In 2023, America’s U.S. Supreme Court eliminated race-conscious affirmative action in college admissions. Two years later, its impact isn’t simply reshaping how college admits are made—it’s triggered a more pervasive attack against diversity, equity, and inclusion (DEI) in American education.

All this, declaring race-based admissions unconstitutional, was merely a beginning. Members of Congress—particularly in this one—have specifically targeted DEI offices, training programs for professors, and coursework covering systemic racial discrimination or gender identity for outright attack. Bills to cap or defund DEI programs at state universities and for K–12 education have been introduced in over 30 states, or enacted. Entire DEI offices have been abolished in Florida and Texas. Some professors resigned. Others now refuse to teach certain subjects.
It is part of a larger “culture war” being waged in classrooms. For teens like me, to begin with, the word is out and unambiguous: your identity is political—and not necessarily welcome.
Let’s be real. DEI is not flawless. It can be performative. However, to numerous students of color, LGBTQ+ students, and first-gen students, DEI equates to visibility. Safety. Being represented. Resources. And now, with DEI in danger, it shouldn’t be a shock that people think those are being stripped.
The ripple impact can be found everywhere. Black and Hispanic student admissions at top universities like Harvard and UNC declined following the 2023 decision. Some previously willing-to-assert racial diversity institutions have backed away. Minority students are second-guessing where they apply—whether they’re welcomed at all, a survey by Education Trust found.
Meanwhile, campus and school DEI titles are being renamed quietly with language like “student success” or “belonging” with not a word about aspirations by gender or by race. Such euphemisms are nice-sounding, but they dodge the real conversation: inequity doesn’t change. Ignoring identity doesn’t level the playing field.
They claim we’re becoming a “meritocracy.” How can we even have a conversation about merit when not everyone has equal access to AP courses, mental health care, healthy neighborhoods, or teachers who share a common appearance? Getting rid of DEI doesn’t get rid of lack of balance. It makes it harder to define.
As a student, I can see how DEI programming—whether it’s small, whether it’s subtle—can truly change lives. A Black Student Union club meeting. A Pride poster in a counselor’s office. A teacher who will challenge uncomfortable histories about our shared past. These moments are everything, especially for those students who are fighting to define themselves and where they belong.
We’re living in a time in which books are being banned, teachers are being silenced, and children are learning to be scared about “inclusion.” That isn’t protecting anyone—it’s keeping us from growing up in reality.
Where do we go from here?
We remember. We resist erasure from our histories. We rebuild. DEI is not dying; it’s surviving, it’s evolving, it’s adapting day by day within a hostile environment. But if young people keep speaking up, organizing, and showing up, it cannot be eradicated.
This isn’t political. This is personal. This is about the future of education—and every student in it.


_Work item_
Write out exactly the lines below that run from the line containing "Zero in on wheel." through the last line of the records.

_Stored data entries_
____

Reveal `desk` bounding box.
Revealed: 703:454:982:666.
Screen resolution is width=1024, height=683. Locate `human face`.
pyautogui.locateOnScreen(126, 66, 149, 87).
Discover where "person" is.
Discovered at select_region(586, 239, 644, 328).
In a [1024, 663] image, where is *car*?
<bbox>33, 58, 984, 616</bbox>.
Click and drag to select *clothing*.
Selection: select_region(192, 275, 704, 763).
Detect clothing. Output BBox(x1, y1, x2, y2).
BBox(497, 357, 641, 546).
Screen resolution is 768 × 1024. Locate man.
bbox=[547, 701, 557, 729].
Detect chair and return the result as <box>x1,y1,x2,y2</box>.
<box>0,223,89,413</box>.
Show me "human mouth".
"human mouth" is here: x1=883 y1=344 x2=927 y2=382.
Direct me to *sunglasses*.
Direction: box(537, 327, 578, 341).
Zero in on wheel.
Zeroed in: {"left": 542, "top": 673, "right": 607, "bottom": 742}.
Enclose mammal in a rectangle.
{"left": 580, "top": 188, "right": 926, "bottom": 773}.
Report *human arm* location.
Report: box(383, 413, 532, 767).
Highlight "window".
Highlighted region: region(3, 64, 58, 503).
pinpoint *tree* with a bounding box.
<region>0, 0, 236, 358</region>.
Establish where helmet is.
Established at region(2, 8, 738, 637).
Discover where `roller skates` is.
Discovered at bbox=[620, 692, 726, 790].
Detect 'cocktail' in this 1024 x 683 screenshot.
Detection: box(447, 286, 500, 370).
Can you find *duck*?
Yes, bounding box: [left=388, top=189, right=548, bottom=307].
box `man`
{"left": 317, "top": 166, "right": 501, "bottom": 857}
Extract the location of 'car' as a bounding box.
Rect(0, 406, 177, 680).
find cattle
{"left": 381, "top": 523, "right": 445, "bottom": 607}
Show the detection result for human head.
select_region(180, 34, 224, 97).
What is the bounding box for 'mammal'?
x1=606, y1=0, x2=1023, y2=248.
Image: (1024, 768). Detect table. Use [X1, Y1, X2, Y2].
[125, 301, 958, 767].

____

_Answer to this task_
Zero in on wheel.
Zeroed in: {"left": 542, "top": 673, "right": 607, "bottom": 742}.
Enclose mammal in a rectangle.
{"left": 580, "top": 188, "right": 926, "bottom": 773}.
Report *human arm* location.
Report: box(383, 413, 532, 767).
Highlight "window".
Highlighted region: region(3, 64, 58, 503).
pinpoint *tree* with a bounding box.
<region>0, 0, 236, 358</region>.
Establish where helmet is.
Established at region(2, 8, 738, 637).
Discover where `roller skates` is.
Discovered at bbox=[620, 692, 726, 790].
Detect 'cocktail' in this 1024 x 683 screenshot.
Detection: box(447, 286, 500, 370).
Can you find *duck*?
Yes, bounding box: [left=388, top=189, right=548, bottom=307].
box `man`
{"left": 317, "top": 166, "right": 501, "bottom": 857}
Extract the location of 'car' as a bounding box.
Rect(0, 406, 177, 680).
find cattle
{"left": 381, "top": 523, "right": 445, "bottom": 607}
Show the detection result for human head.
select_region(180, 34, 224, 97).
What is the bounding box for 'mammal'?
x1=606, y1=0, x2=1023, y2=248.
Image: (1024, 768). Detect table. Use [X1, Y1, X2, Y2].
[125, 301, 958, 767].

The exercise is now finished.